Friday, November 26, 2010

Symmetry

I have been at the “bottom of my lap top” since August, doggedly hacking away at the keys to birth these words I have been pregnant with for years. Really I have been at the bottom of my heart. The deep called to deep and I have labored to push it out. Wanting it to be beautiful but also knowing it has to be real. It has to be real or my readers know it’s white washed and refuse to allow it to call to their deep. The depths of their hearts are longing for something raw. They live in the ugly, messy world and long to be rescued into beauty… refusing to see the beauty that is their scattered, unorganized life.


I have never really liked asymmetry. I am a symmetry-craving person. Balance. Not even the slightest imperfection on one side of the painting or the other… that’s what I crave.


My kids used to “butcher” art projects. We would string up beads and my son would just start putting them on randomly. I slow the kids down and carefully explain how to make a pattern with the beads. The boys would never heed my instructions. I let it go… not wanting to crush their pioneer spirits. But I would despise their art projects. I would secretly plot how to get rid of them after the kids had forgotten them.

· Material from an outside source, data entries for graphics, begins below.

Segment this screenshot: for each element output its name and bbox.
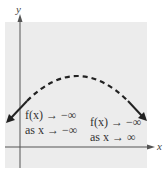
y-axis-arrow-icon: [18, 14, 23, 22]
y-axis-label: y: [16, 4, 21, 15]
right-annotation-line2: as x → ∞: [90, 131, 136, 143]
left-annotation-line2: as x → −∞: [25, 124, 77, 136]
left-annotation-line1: f(x) → −∞: [25, 109, 76, 121]
x-axis-label: x: [157, 141, 162, 152]
x-axis-arrow-icon: [147, 145, 155, 150]
right-annotation-line1: f(x) → −∞: [90, 116, 141, 128]
shaded-background: [5, 22, 147, 168]
graph-canvas: [0, 0, 163, 174]
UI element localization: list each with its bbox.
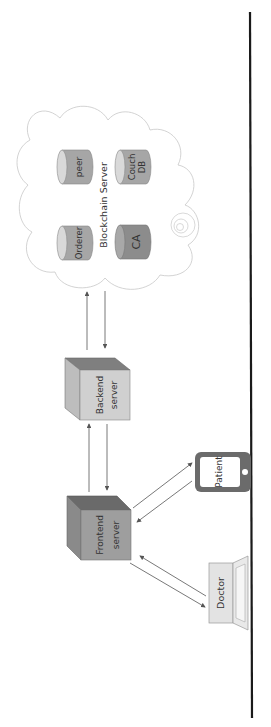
couch-db-label-2: DB: [137, 161, 147, 174]
doctor-laptop: Doctor: [209, 556, 248, 630]
arrow-frontend-to-doctor: [130, 563, 205, 607]
cylinder-couch-db: Couch DB: [115, 150, 151, 184]
backend-server-cube: Backend server: [65, 358, 130, 420]
frontend-label-2: server: [111, 520, 121, 549]
orderer-label: Orderer: [74, 226, 84, 259]
frontend-label-1: Frontend: [95, 515, 105, 555]
cylinder-ca: CA: [115, 225, 151, 259]
cylinder-orderer: Orderer: [57, 226, 93, 260]
peer-label: peer: [74, 156, 84, 177]
page-rule: [250, 12, 252, 718]
backend-label-1: Backend: [95, 376, 105, 414]
arrow-patient-to-frontend: [137, 481, 192, 522]
arrow-frontend-to-patient: [133, 463, 192, 508]
patient-label: Patient: [214, 456, 224, 488]
cylinder-peer: peer: [57, 150, 93, 184]
blockchain-server-title: Blockchain Server: [98, 162, 109, 248]
backend-label-2: server: [109, 380, 119, 409]
doctor-label: Doctor: [215, 577, 226, 609]
ca-label: CA: [130, 234, 143, 250]
architecture-diagram: peer Couch DB Orderer CA Blockchain Serv…: [0, 0, 271, 727]
patient-phone: Patient: [195, 452, 251, 492]
arrow-doctor-to-frontend: [140, 556, 206, 596]
frontend-server-cube: Frontend server: [67, 496, 131, 560]
couch-db-label-1: Couch: [127, 154, 137, 181]
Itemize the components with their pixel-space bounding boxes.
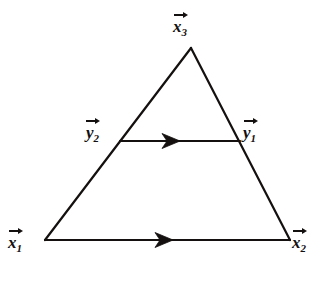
label-subscript: 3 <box>182 26 188 38</box>
label-letter: x <box>8 234 17 251</box>
figure-canvas: x3 y2 y1 x1 <box>0 0 323 284</box>
vertex-label-x2: x2 <box>292 227 306 251</box>
triangle-diagram <box>0 0 323 284</box>
label-letter: y <box>243 124 251 141</box>
label-letter: y <box>86 124 94 141</box>
label-subscript: 2 <box>94 132 100 144</box>
vertex-label-x3: x3 <box>173 11 187 35</box>
label-letter: x <box>173 18 182 35</box>
vertex-label-x1: x1 <box>8 227 22 251</box>
label-subscript: 1 <box>17 242 23 254</box>
label-subscript: 1 <box>251 132 257 144</box>
edge-x3-x2 <box>191 48 290 240</box>
point-label-y1: y1 <box>243 117 256 141</box>
point-label-y2: y2 <box>86 117 99 141</box>
label-subscript: 2 <box>301 242 307 254</box>
label-letter: x <box>292 234 301 251</box>
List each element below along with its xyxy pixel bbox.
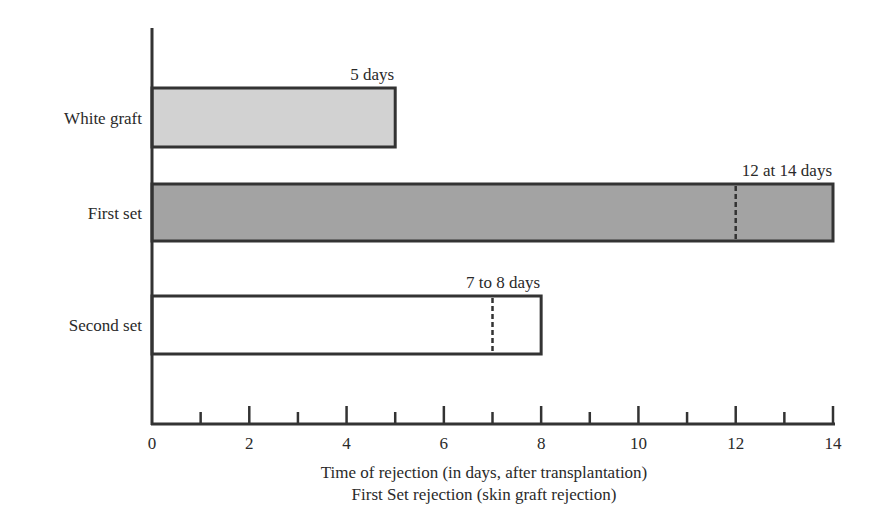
bar-rect <box>152 296 541 354</box>
bar-annotation: 5 days <box>350 65 394 84</box>
category-label: First set <box>88 204 143 223</box>
x-ticks-group <box>201 406 833 424</box>
x-tick-labels-group: 02468101214 <box>148 434 842 453</box>
category-label: White graft <box>64 109 142 128</box>
category-label: Second set <box>69 316 142 335</box>
bars-group: 5 daysWhite graft12 at 14 daysFirst set7… <box>64 65 833 354</box>
bar-second-set: 7 to 8 daysSecond set <box>69 273 541 354</box>
x-tick-label: 8 <box>537 434 546 453</box>
x-tick-label: 6 <box>440 434 449 453</box>
x-tick-label: 4 <box>342 434 351 453</box>
x-tick-label: 10 <box>630 434 647 453</box>
bar-rect <box>152 184 833 241</box>
rejection-time-chart: 5 daysWhite graft12 at 14 daysFirst set7… <box>0 0 885 531</box>
x-tick-label: 14 <box>825 434 843 453</box>
bar-annotation: 12 at 14 days <box>742 161 832 180</box>
x-tick-label: 0 <box>148 434 157 453</box>
x-tick-label: 12 <box>727 434 744 453</box>
x-tick-label: 2 <box>245 434 254 453</box>
bar-rect <box>152 88 395 147</box>
x-axis-label: Time of rejection (in days, after transp… <box>321 463 648 482</box>
bar-annotation: 7 to 8 days <box>466 273 540 292</box>
x-axis-subtitle: First Set rejection (skin graft rejectio… <box>352 485 617 504</box>
bar-first-set: 12 at 14 daysFirst set <box>88 161 833 241</box>
bar-white-graft: 5 daysWhite graft <box>64 65 395 147</box>
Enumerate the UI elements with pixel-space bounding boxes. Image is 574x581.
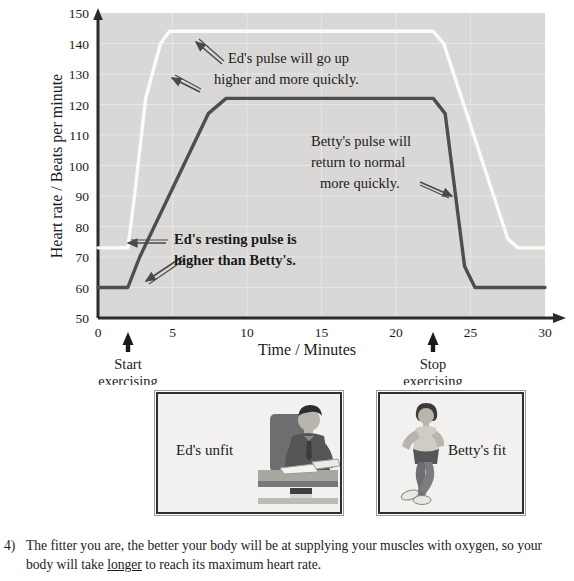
betty-pulse-annotation-line1: Betty's pulse will	[311, 133, 411, 149]
footnote-text-after: to reach its maximum heart rate.	[142, 557, 321, 572]
x-axis-tick-label: 15	[315, 325, 329, 340]
y-axis-tick-label: 70	[76, 250, 90, 265]
footnote-emphasis: longer	[107, 557, 142, 572]
man-at-desk-icon	[254, 402, 340, 508]
x-axis-tick-label: 25	[464, 325, 478, 340]
x-axis-tick-label: 0	[95, 325, 102, 340]
ed-unfit-panel: Ed's unfit	[156, 392, 342, 514]
stop-exercising-arrow-icon	[428, 332, 439, 352]
stop-exercising-label-line2: exercising	[403, 373, 463, 385]
footnote-marker: 4)	[4, 536, 15, 555]
x-axis-tick-label: 10	[240, 325, 254, 340]
y-axis-tick-label: 110	[69, 128, 89, 143]
chart-canvas: 5060708090100110120130140150 05101520253…	[0, 0, 574, 385]
y-axis-tick-label: 140	[69, 37, 90, 52]
betty-pulse-annotation-line2: return to normal	[311, 154, 405, 170]
ed-pulse-annotation-line1: Ed's pulse will go up	[228, 50, 349, 66]
y-axis-tick-label: 50	[76, 311, 90, 326]
y-axis-tick-label: 100	[69, 159, 90, 174]
stop-exercising-marker: Stop exercising	[403, 332, 463, 385]
betty-pulse-annotation-line3: more quickly.	[320, 175, 400, 191]
woman-running-icon	[394, 402, 458, 508]
heart-rate-chart: 5060708090100110120130140150 05101520253…	[0, 0, 574, 385]
ed-resting-annotation-line2: higher than Betty's.	[174, 252, 296, 268]
start-exercising-label-line2: exercising	[98, 373, 158, 385]
x-axis-tick-label: 5	[169, 325, 176, 340]
x-axis-tick-label: 30	[538, 325, 552, 340]
ed-unfit-caption: Ed's unfit	[176, 442, 233, 459]
worksheet-page: 5060708090100110120130140150 05101520253…	[0, 0, 574, 581]
stop-exercising-label-line1: Stop	[420, 356, 447, 372]
betty-fit-panel: Betty's fit	[378, 392, 524, 514]
y-axis-tick-labels: 5060708090100110120130140150	[69, 6, 90, 326]
y-axis-title: Heart rate / Beats per minute	[48, 74, 66, 258]
x-axis-tick-labels: 051015202530	[95, 325, 552, 340]
y-axis-tick-label: 90	[76, 189, 90, 204]
x-axis-title: Time / Minutes	[258, 341, 356, 358]
y-axis-tick-label: 120	[69, 98, 90, 113]
x-axis-tick-label: 20	[389, 325, 403, 340]
start-exercising-label-line1: Start	[114, 356, 141, 372]
y-axis-tick-label: 130	[69, 67, 90, 82]
y-axis-tick-label: 80	[76, 220, 90, 235]
y-axis-tick-label: 150	[69, 6, 90, 21]
illustration-panels: Ed's unfit	[0, 392, 574, 520]
footnote-body: The fitter you are, the better your body…	[4, 536, 570, 575]
footnote: 4) The fitter you are, the better your b…	[4, 536, 570, 575]
ed-pulse-annotation-line2: higher and more quickly.	[214, 71, 359, 87]
start-exercising-arrow-icon	[123, 332, 134, 352]
ed-resting-annotation-line1: Ed's resting pulse is	[174, 231, 297, 247]
start-exercising-marker: Start exercising	[98, 332, 158, 385]
y-axis-tick-label: 60	[76, 281, 90, 296]
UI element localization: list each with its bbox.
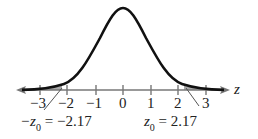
tick-label: 1 bbox=[147, 95, 155, 111]
tick-label: 0 bbox=[119, 95, 127, 111]
tick-label: 3 bbox=[202, 95, 210, 111]
tick-label: −2 bbox=[58, 95, 74, 111]
axis-variable-label: z bbox=[233, 81, 240, 97]
tick-label: −3 bbox=[30, 95, 46, 111]
normal-curve-diagram: −3 −2 −1 0 1 2 3 z −z0 = −2.17 z0 = 2.17 bbox=[0, 0, 258, 139]
tick-label: 2 bbox=[174, 95, 182, 111]
tick-label: −1 bbox=[86, 95, 102, 111]
bell-curve bbox=[22, 8, 224, 90]
right-critical-value-label: z0 = 2.17 bbox=[143, 113, 198, 133]
left-critical-value-label: −z0 = −2.17 bbox=[20, 113, 92, 133]
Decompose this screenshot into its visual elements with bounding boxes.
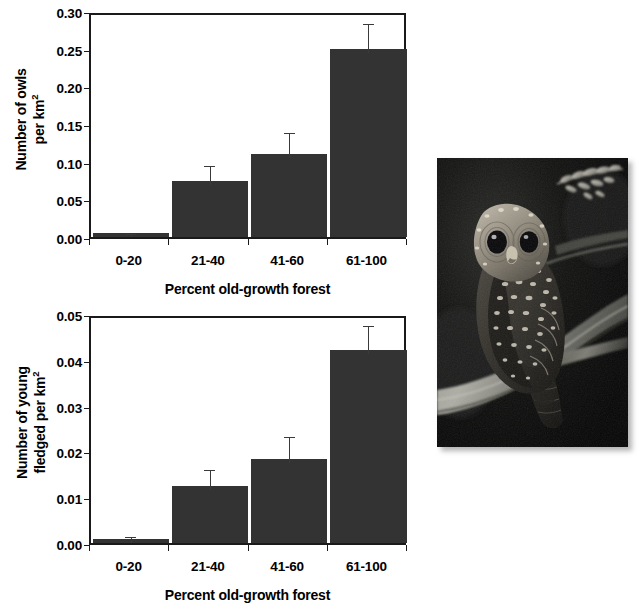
bar-21-40: [172, 181, 248, 237]
y-tick-label: 0.04: [41, 356, 82, 370]
x-tick-mark: [327, 239, 328, 245]
x-tick-mark: [327, 545, 328, 551]
error-bar-21-40: [210, 166, 211, 186]
x-tick-mark: [406, 545, 407, 551]
bar-61-100: [330, 49, 406, 237]
y-tick-mark: [84, 164, 89, 165]
x-category-label-0-20: 0-20: [89, 253, 168, 268]
y-tick-label: 0.25: [41, 45, 82, 59]
y-tick-label: 0.10: [41, 158, 82, 172]
y-tick-mark: [84, 362, 89, 363]
young-fledged-y-axis-title-line1: Number of young: [14, 366, 30, 479]
young-fledged-chart: Number of young fledged per km2 0.000.01…: [0, 305, 430, 605]
y-tick-mark: [84, 316, 89, 317]
bar-61-100: [330, 350, 406, 543]
owl-density-chart: Number of owls per km2 0.000.050.100.150…: [0, 0, 430, 300]
owl-density-plot-area: [89, 13, 406, 239]
young-fledged-plot-area: [89, 316, 406, 545]
y-tick-mark: [84, 201, 89, 202]
x-tick-mark: [168, 239, 169, 245]
x-category-label-21-40: 21-40: [168, 559, 247, 574]
error-bar-61-100: [368, 24, 369, 53]
spotted-owl-photo-image: [437, 158, 628, 447]
x-tick-mark: [168, 545, 169, 551]
y-tick-label: 0.02: [41, 447, 82, 461]
y-tick-label: 0.05: [41, 310, 82, 324]
error-bar-cap-21-40: [204, 470, 215, 471]
error-bar-cap-0-20: [125, 234, 136, 235]
y-tick-label: 0.30: [41, 7, 82, 21]
y-tick-mark: [84, 408, 89, 409]
error-bar-21-40: [210, 470, 211, 490]
x-category-label-21-40: 21-40: [168, 253, 247, 268]
error-bar-41-60: [289, 437, 290, 463]
y-tick-label: 0.00: [41, 233, 82, 247]
error-bar-61-100: [368, 326, 369, 354]
y-tick-mark: [84, 13, 89, 14]
young-fledged-bars: [91, 318, 404, 543]
bar-21-40: [172, 486, 248, 543]
x-category-label-0-20: 0-20: [89, 559, 168, 574]
y-tick-label: 0.20: [41, 82, 82, 96]
y-tick-mark: [84, 88, 89, 89]
x-category-label-41-60: 41-60: [248, 559, 327, 574]
y-tick-label: 0.05: [41, 195, 82, 209]
error-bar-cap-41-60: [284, 437, 295, 438]
error-bar-cap-0-20: [125, 537, 136, 538]
x-tick-mark: [248, 239, 249, 245]
owl-density-y-axis-exponent: 2: [28, 95, 39, 100]
y-tick-mark: [84, 51, 89, 52]
young-fledged-y-axis-exponent: 2: [29, 372, 40, 377]
y-tick-mark: [84, 126, 89, 127]
x-category-label-61-100: 61-100: [327, 253, 406, 268]
owl-density-y-axis-title-line1: Number of owls: [13, 68, 29, 170]
x-category-label-41-60: 41-60: [248, 253, 327, 268]
y-tick-label: 0.01: [41, 493, 82, 507]
error-bar-cap-61-100: [363, 24, 374, 25]
owl-density-x-axis-title: Percent old-growth forest: [89, 281, 406, 297]
x-tick-mark: [89, 239, 90, 245]
young-fledged-x-axis-title: Percent old-growth forest: [89, 587, 406, 603]
y-tick-label: 0.15: [41, 120, 82, 134]
bar-41-60: [251, 459, 327, 543]
x-category-label-61-100: 61-100: [327, 559, 406, 574]
x-tick-mark: [89, 545, 90, 551]
error-bar-cap-61-100: [363, 326, 374, 327]
y-tick-label: 0.00: [41, 539, 82, 553]
x-tick-mark: [406, 239, 407, 245]
y-tick-mark: [84, 453, 89, 454]
owl-density-bars: [91, 15, 404, 237]
x-tick-mark: [248, 545, 249, 551]
bar-41-60: [251, 154, 327, 237]
y-tick-label: 0.03: [41, 402, 82, 416]
error-bar-cap-41-60: [284, 133, 295, 134]
error-bar-41-60: [289, 133, 290, 158]
y-tick-mark: [84, 499, 89, 500]
spotted-owl-photo: [437, 158, 628, 447]
error-bar-cap-21-40: [204, 166, 215, 167]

Why do I do that? Why is it so important to me that what is around me is balanced… symmetrical… perfect? Who is “perfect” anyway? And why do I crave it so? When did symmetry and beauty become synonymous?


I thought about this when I was at a jewelry party once. So much of the costume jewelry that is popular now is well... messy looking. A tangle of beads… a lopsided pendant… a curvy line on one side and a square block on the other… Mixed up, tangled up, messy pile of worthless metal and plastic. Nothing symmetrical… Not an ounce of precious metal… just junk.

I examine my heart.


These women around me are delighted. Their eyes sparkle and shine like the shiny beads under lamp light. They want a little beauty in their harried, messy life.


Is this the truth I have so desperately needed? Life is not symmetrical. We walk this path with very little to balance us out… certainly without perfection. Even if we get our house to be spotless, the next day there will be disorder. Even if we walk through most of our life close to the Lord’s side, we invariably will go through a season of spiritual drought.


Is life just a mixed up, tangled up, messy pile of worthless junk? Is there no beauty there?


Maybe our worth is just a matter of perspective. Maybe beauty is in how we perceive it. When we are scrubbing soap scum to reveal the beauty in the bathroom, we do not feel poetic and inspired. When we are exchanging harsh words and slamming doors, we do not see any jewel to be gleaned there.


But maybe life IS just a tangled messy, pile of seemingly worthless junk. All we see is plastic and steel but there is ONE who values it as diamonds and gold. We see the things that are RARE as the most precious but maybe the things that are common place have the most beauty of all.


Crumbs on the floor after the family gathered together to share food and hearts

Ten pairs of muddy shoes by the back door

Half empty bottles of paint and one ruined shirt-

A lopsided window to the heart of an eight year old boy

Worn wooden planks of a floor who has seen miles of sojourners here

The smudged wall around the light switch

The plant that remembers a loved one gone glory

No forks in the silverware drawer


Maybe this tangled messy life IS beautiful. We cannot see it because we are so close to it. We cannot place the true value on things because we don’t have the right. Only God can do that. Maybe God doesn’t want life to be symmetrical. Maybe his plan is a little imbalanced.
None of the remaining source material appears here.